Last night, I had a dream about blood. I spread my legs, and I saw it everywhere. I was leaking, drained. I grabbed my body, and my fingers were razors; they tore my ribs to ribbons. More blood leaked down in tiny rivulets, pooling at my feet. I felt dizzy. A man approached me.
“Disgusting woman”, he remarked.
I gasped and leaked from my eyeballs, then. My tears were red. The blood-tears smeared and splattered on my arms. I attempted to wipe them away. I tried to be defiant: stand, and scream at the man, but I was too weak. I settled for a look. I gazed, with such hatred at this man, and he looked surprised. Sat down next to me. Tore his shirt off, and ripped his the skin of his torso, like mine. His expression softened when he looked into my eyes. Suddenly, he hugged me tightly, his hand on the back of my head. He buried his face in my hair. I gasped. It hurt. I saw scars on his legs, layers and layers of them.
He whispered, softly, in my ear, “Now, isn’t that better?”

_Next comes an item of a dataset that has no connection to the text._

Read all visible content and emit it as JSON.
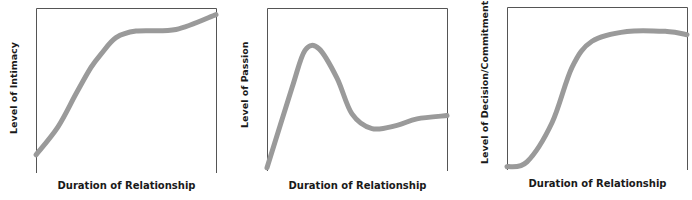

It was. We wept blood together.
I want to read Johann Howl and Other Poems. He likes it when I read to him in English, and he would appreciate the work, the words. Ginsberg was gay, too. It’s important to feel understood, and the Beats are good empathizers. They sought to live in an absurd world, which isn’t inherently difficult, it’s all absurd, but they aimed to record it. Preserve it. They created because they wanted to create. Called it all holy.
Oh, Kerouac, how I longed to meet you in your prime. Sexist old bastard that you were—I have a feeling you’d have been my friend. I wouldn’t let Neal touch me, that whore. You’d find that hilarious.

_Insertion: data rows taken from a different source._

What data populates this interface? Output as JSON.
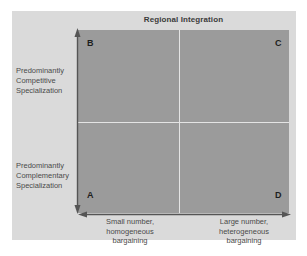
{
  "title": "Regional Integration",
  "quadrants": {
    "top_left": "B",
    "top_right": "C",
    "bottom_left": "A",
    "bottom_right": "D"
  },
  "y_axis": {
    "top_label": [
      "Predominantly",
      "Competitive",
      "Specialization"
    ],
    "bottom_label": [
      "Predominantly",
      "Complementary",
      "Specialization"
    ]
  },
  "x_axis": {
    "left_label": [
      "Small number,",
      "homogeneous",
      "bargaining"
    ],
    "right_label": [
      "Large number,",
      "heterogeneous",
      "bargaining"
    ]
  },
  "colors": {
    "panel": "#dadada",
    "plot": "#9b9b9b",
    "divider": "#e4e4e4",
    "axis": "#555555"
  }
}
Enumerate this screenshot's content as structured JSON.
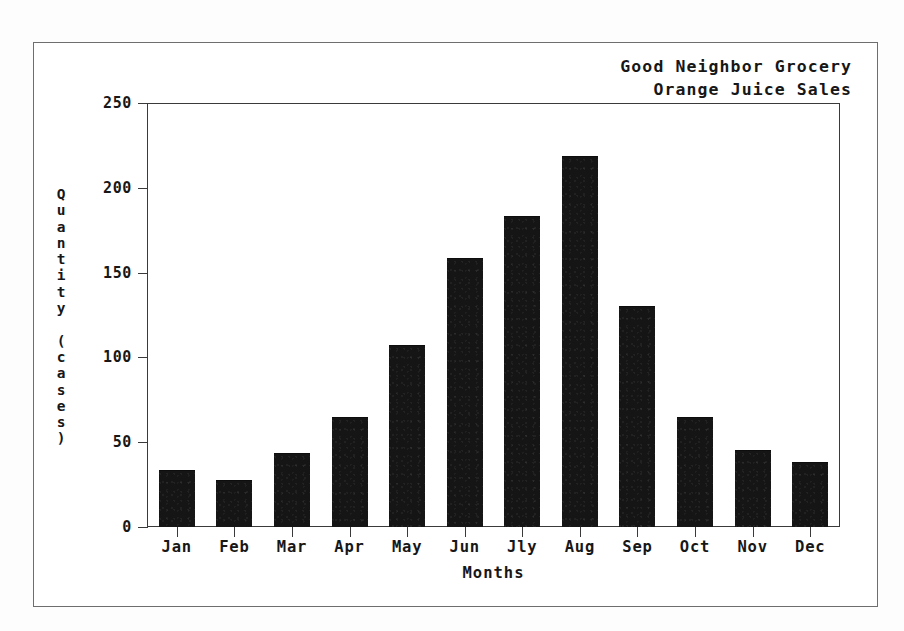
{
  "chart_data": {
    "type": "bar",
    "title": "Good Neighbor Grocery Orange Juice Sales",
    "title_lines": [
      "Good Neighbor Grocery",
      "Orange Juice Sales"
    ],
    "xlabel": "Months",
    "ylabel": "Quantity (cases)",
    "categories": [
      "Jan",
      "Feb",
      "Mar",
      "Apr",
      "May",
      "Jun",
      "Jly",
      "Aug",
      "Sep",
      "Oct",
      "Nov",
      "Dec"
    ],
    "values": [
      33,
      27,
      43,
      64,
      107,
      158,
      183,
      218,
      130,
      64,
      45,
      38
    ],
    "ylim": [
      0,
      250
    ],
    "yticks": [
      0,
      50,
      100,
      150,
      200,
      250
    ],
    "ytick_labels": [
      "0",
      "50",
      "100",
      "150",
      "200",
      "250"
    ],
    "grid": false,
    "legend": null,
    "series": [
      {
        "name": "Orange Juice Sales",
        "values": [
          33,
          27,
          43,
          64,
          107,
          158,
          183,
          218,
          130,
          64,
          45,
          38
        ],
        "color": "#151515"
      }
    ]
  },
  "colors": {
    "bar_fill": "#151515",
    "axis_line": "#3a3a3a",
    "outer_border": "#6e6e6e",
    "text": "#171717",
    "background": "#ffffff"
  },
  "y_axis_title_chars": [
    "Q",
    "u",
    "a",
    "n",
    "t",
    "i",
    "t",
    "y",
    " ",
    "(",
    "c",
    "a",
    "s",
    "e",
    "s",
    ")"
  ]
}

I feel as if many people I’ve met are destined to be remembered as great, revolutionary, and tragic: beat down, and still seeking something. I admire them. Maybe I’ll see something in the news, or pass a bookstore, and try to find myself in the words. Or maybe all the people I’ve met will end up leading unremarkable, desk-job lives. I will still remember them. I hope they’re okay with this.
A policeman has just confiscated one of the watermen’s bags of water bottles. They sell us these bottles on our long trek up the stairs of the hill. I’ve bought one many times. They are cheap, and necessary. Thirst is human. The policeman is proceeding to dump out all of the water. He takes the time to individually pour each of them into the street. I am sure the men collect the bottles from some unsavory place. Refill them in a fountain. I don’t care. All I can see is the French policeman with the large gun and impressive stature pressing this poor man against a fence, and ripping his bag of water from him. Dumping it all into the street. It disturbs me.

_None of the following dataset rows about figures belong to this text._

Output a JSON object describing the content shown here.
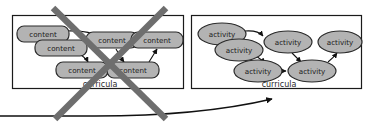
{
  "diagram": {
    "colors": {
      "node_fill": "#b3b3b3",
      "node_stroke": "#2b2b2b",
      "panel_stroke": "#1a1a1a",
      "panel_fill": "#ffffff",
      "edge_stroke": "#111111",
      "cross_out_stroke": "#6e6e6e",
      "label_text": "#2a2a2a",
      "background": "#ffffff"
    },
    "left_panel": {
      "name": "content-curricula-panel",
      "label": "curricula",
      "crossed_out": true,
      "node_shape": "rounded-rectangle",
      "nodes": [
        {
          "id": "c1",
          "label": "content",
          "cx": 43,
          "cy": 34,
          "rx": 26,
          "ry": 8
        },
        {
          "id": "c2",
          "label": "content",
          "cx": 61,
          "cy": 48,
          "rx": 26,
          "ry": 8
        },
        {
          "id": "c3",
          "label": "content",
          "cx": 82,
          "cy": 70,
          "rx": 26,
          "ry": 8
        },
        {
          "id": "c4",
          "label": "content",
          "cx": 112,
          "cy": 40,
          "rx": 26,
          "ry": 8
        },
        {
          "id": "c5",
          "label": "content",
          "cx": 133,
          "cy": 70,
          "rx": 26,
          "ry": 8
        },
        {
          "id": "c6",
          "label": "content",
          "cx": 157,
          "cy": 40,
          "rx": 26,
          "ry": 8
        }
      ],
      "edges": [
        {
          "from": "c1",
          "to": "c4"
        },
        {
          "from": "c2",
          "to": "c3"
        },
        {
          "from": "c3",
          "to": "c5"
        },
        {
          "from": "c4",
          "to": "c5"
        },
        {
          "from": "c5",
          "to": "c6"
        }
      ]
    },
    "right_panel": {
      "name": "activity-curricula-panel",
      "label": "curricula",
      "crossed_out": false,
      "node_shape": "ellipse",
      "nodes": [
        {
          "id": "a1",
          "label": "activity",
          "cx": 222,
          "cy": 34,
          "rx": 24,
          "ry": 11
        },
        {
          "id": "a2",
          "label": "activity",
          "cx": 239,
          "cy": 50,
          "rx": 24,
          "ry": 11
        },
        {
          "id": "a3",
          "label": "activity",
          "cx": 258,
          "cy": 71,
          "rx": 24,
          "ry": 11
        },
        {
          "id": "a4",
          "label": "activity",
          "cx": 288,
          "cy": 42,
          "rx": 24,
          "ry": 11
        },
        {
          "id": "a5",
          "label": "activity",
          "cx": 312,
          "cy": 71,
          "rx": 24,
          "ry": 11
        },
        {
          "id": "a6",
          "label": "activity",
          "cx": 340,
          "cy": 42,
          "rx": 24,
          "ry": 11
        }
      ],
      "edges": [
        {
          "from": "a1",
          "to": "a4"
        },
        {
          "from": "a2",
          "to": "a3"
        },
        {
          "from": "a3",
          "to": "a5"
        },
        {
          "from": "a4",
          "to": "a5"
        },
        {
          "from": "a5",
          "to": "a6"
        }
      ]
    },
    "transition_arrow": {
      "name": "curricula-transition-arrow",
      "from_panel": "left_panel",
      "to_panel": "right_panel"
    }
  }
}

Do they think themselves to be heroes, these policemen? Authority figures? Protectors of the people? Who needs to be protected from water? We know the risks. We are all free to refuse. A pigeon walks by me, bobbing his head. I think he agrees with me. People frighten me. I ache. I think I’ll stay up here with the pigeons a bit longer.
Copyright © March 2019 Miranda Royse
Miranda Royse is an undergraduate student at Tennessee Technological University studying English with a concentration in Creative Writing.